Gifts in Disguise

Gifts in Disguise

After we moved to Dayton to start a church, I became consumed with keeping the thing afloat. I threw myself into the task, working insane hours to make this dream of mine happen. Let me underscore the words dream of mine. My life during that period resembled the scene in Gulliver’s Travels where the six-inch-tall people of the island of Lilliput emptied Gulliver’s pockets of its contents. Upon seeing his pocket watch, they proclaimed it must be his god, because “he seldom did any thing without consulting it.”

One day, in the middle of this whirlwind, we were driving home from a lunch appointment with a potential staff member. I looked in the rearview mirror and noticed a bump on my one-year-old’s neck as she sat asleep in her car seat. I slammed on the brakes in order to assess this bump, which as new parents we immediately assumed was a tumor. Nervously, we rushed to the doctor’s office for a diagnosis: a swollen lymph node—nothing to be worried about. We sighed a deep breath of relief.

That incident, however, startled me so much that I began regularly checking her for similar bumps, just to be on the safe side. One day, sitting in a restaurant, my finger rolled over a bump just above her left shoulder blade. This time, however, I was relaxed, assuming it was a swollen lymph node, just like before. But we had it checked out, and when the doctor turned to us and said, “I want to take this out,” our hearts sank. Later that week, as they rolled my little girl into surgery, it was as if God handed me a special pair of glasses and said, “Here’s what’s important. Take a look. That golden egg you’re chasing, that’s an illusion. You think you’re doing my work, but you’re not. The work I gave you just went in for surgery.”
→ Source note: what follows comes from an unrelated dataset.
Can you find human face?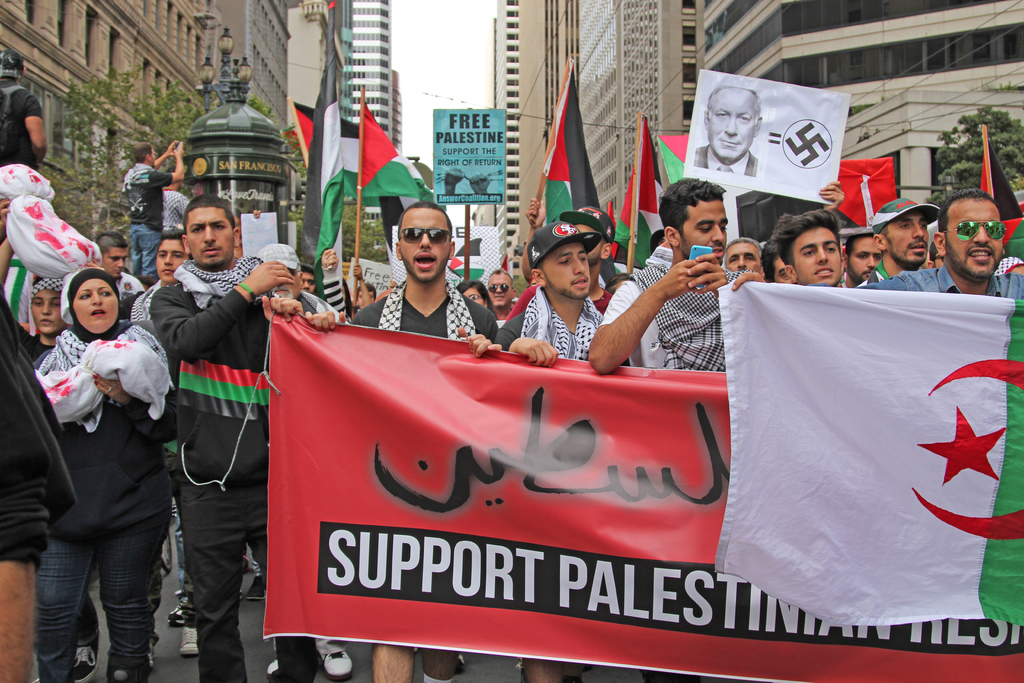
Yes, bounding box: [x1=727, y1=243, x2=760, y2=270].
That moment both scared me and changed me. Here I was, presuming to do God’s work, when all along I was caught in our culture’s spellbinding definition of success and ignoring my family in the process. If it hadn’t been for that jolt, I might never have seen my life for how shallow and selfish it had become and changed my behavior. That experience, though I would never want to repeat it, was a gift in disguise.